While low taxes can leave employers with more money to hire workers, the current lack of hiring does not appear to be caused by a shortage of money. Large American corporations are sitting on record cash reserves that could fuel a hiring binge but has not. Many economists point out that employers do not hire simply because they have the money to do so, but because they need more workers to meet growing demand. Ultimately, the new workers are paid from the revenues generated from additional sales.

Much of the recent debate has centered on taxes paid by the wealthy, but a solution to the deficit problem will have to address tax rates for the non-wealthy as well, says Marston. “The deficit is higher for two reasons: Taxes fell under Bush for everyone and expenditures have soared under Obama—and under Bush, with his unfunded wars and prescription drug benefits.”

As a percentage of gross domestic product, spending by the government has soared. At around 35 percent, it is above its long-term average, though just shy of levels reached in the early 1980s and early 1990s, and well below the levels above 50 percent during World War II. At the same time, tax revenues are relatively low relative to GDP. Receipts from individual income taxes equaled about 6.2 percent of GDP in 2010, for example, the lowest level since 1950, and well below the 10.2 percent in 2000, just before the Bush cuts in 2000. The current low rate is due to the cuts, lackluster income growth and high unemployment

“I don’t see a way to solve the deficit problem without either a large increase in income taxes on everyone or a consumption tax,” Marston notes. “But frankly I don’t see the Republicans accepting either anytime soon.”

Wharton finance professor Franklin Allen also thinks the U.S. may eventually need to introduce a national sales tax, or value-added tax, though this has not been much discussed. “They need to raise revenues and they need to get rid of this deficit,” he says, warning that growing debt forces ever-greater portions of federal revenues to go to debt service, bleeding money needed for ordinary government functions. “Somebody’s got to pay to reduce the deficits, and it probably makes sense for the rich to pay for some of it,” Allen notes.

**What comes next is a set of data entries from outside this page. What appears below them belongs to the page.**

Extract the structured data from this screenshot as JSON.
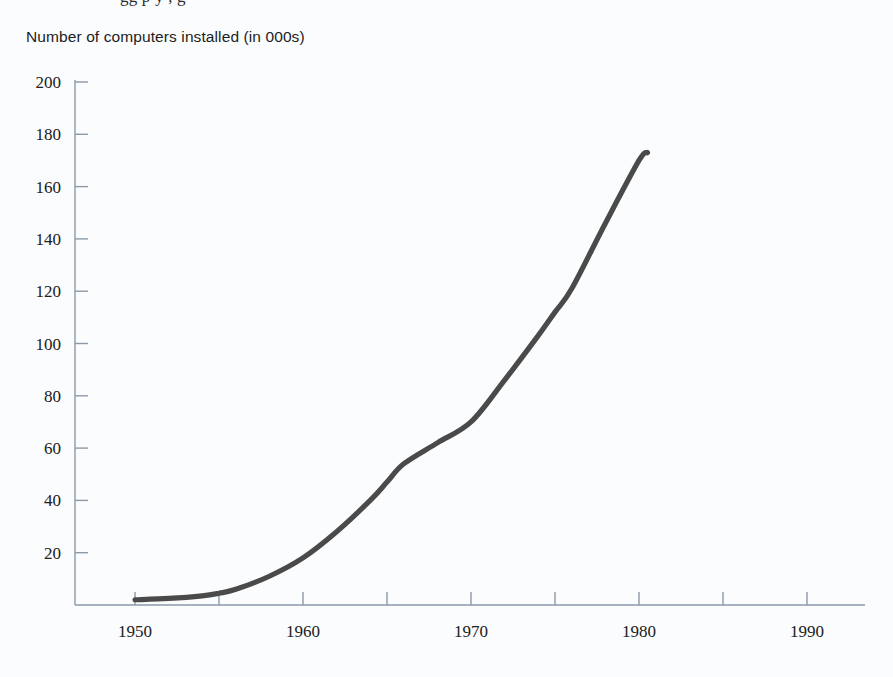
{
  "page": {
    "background_color": "#fbfcfd",
    "top_cropped_text": "gg p y , g"
  },
  "chart_title": "Number of computers installed (in 000s)",
  "colors": {
    "curve": "#4a4a4a",
    "axis": "#8c9aa8",
    "text": "#1d1d1d"
  },
  "chart_data": {
    "type": "line",
    "title": "Number of computers installed (in 000s)",
    "xlabel": "",
    "ylabel": "Number of computers installed (in 000s)",
    "xlim": [
      1946,
      1996
    ],
    "ylim": [
      0,
      200
    ],
    "grid": false,
    "legend": null,
    "y_ticks": [
      20,
      40,
      60,
      80,
      100,
      120,
      140,
      160,
      180,
      200
    ],
    "y_tick_labels": [
      "20",
      "40",
      "60",
      "80",
      "100",
      "120",
      "140",
      "160",
      "180",
      "200"
    ],
    "x_ticks": [
      1950,
      1955,
      1960,
      1965,
      1970,
      1975,
      1980,
      1985,
      1990
    ],
    "x_tick_labels": [
      "1950",
      "",
      "1960",
      "",
      "1970",
      "",
      "1980",
      "",
      "1990"
    ],
    "x_major_labels": [
      "1950",
      "1960",
      "1970",
      "1980",
      "1990"
    ],
    "series": [
      {
        "name": "Computers installed",
        "color": "#4a4a4a",
        "x": [
          1950,
          1952,
          1954,
          1955,
          1956,
          1958,
          1960,
          1962,
          1964,
          1965,
          1966,
          1968,
          1970,
          1972,
          1974,
          1975,
          1976,
          1978,
          1980,
          1980.5
        ],
        "values": [
          2,
          2.5,
          3.5,
          4.5,
          6,
          11,
          18,
          28,
          40,
          47,
          54,
          62,
          70,
          86,
          103,
          112,
          121,
          146,
          170,
          173
        ]
      }
    ]
  }
}
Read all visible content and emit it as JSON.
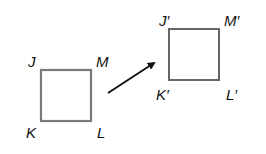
{
  "diagram": {
    "type": "translation",
    "colors": {
      "original_square": "#7a7a7a",
      "image_square": "#666666",
      "arrow": "#111111",
      "labels": "#111111"
    },
    "original": {
      "labels": {
        "top_left": "J",
        "top_right": "M",
        "bottom_left": "K",
        "bottom_right": "L"
      }
    },
    "image": {
      "labels": {
        "top_left": "J′",
        "top_right": "M′",
        "bottom_left": "K′",
        "bottom_right": "L′"
      }
    }
  }
}
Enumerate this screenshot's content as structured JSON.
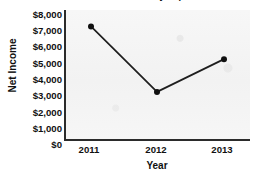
{
  "chart_data": {
    "type": "line",
    "title": "Net Income as Historically Reported",
    "xlabel": "Year",
    "ylabel": "Net Income",
    "categories": [
      "2011",
      "2012",
      "2013"
    ],
    "values": [
      7000,
      3000,
      5000
    ],
    "series": [
      {
        "name": "Net Income",
        "values": [
          7000,
          3000,
          5000
        ]
      }
    ],
    "ylim": [
      0,
      8000
    ],
    "ytick_values": [
      8000,
      7000,
      6000,
      5000,
      4000,
      3000,
      2000,
      1000,
      0
    ],
    "ytick_labels": [
      "$8,000",
      "$7,000",
      "$6,000",
      "$5,000",
      "$4,000",
      "$3,000",
      "$2,000",
      "$1,000",
      "$0"
    ],
    "xtick_labels": [
      "2011",
      "2012",
      "2013"
    ],
    "grid": false,
    "legend": "none",
    "line_color": "#1e1e1e",
    "marker_color": "#101010",
    "marker_shape": "circle",
    "plot_background": "#f4f4f4",
    "axis_color": "#2b2b2b"
  }
}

Although the wealthy have benefited from lower tax rates over the past decade, they are currently suffering as concern over government debt in the U.S. and Europe roils the financial markets, Allen notes. Attacking the debt problems effectively could help right the markets, leaving wealthy investors richer even if they have to pay higher taxes, he adds. “They are going to lose a lot more if the country collapses.”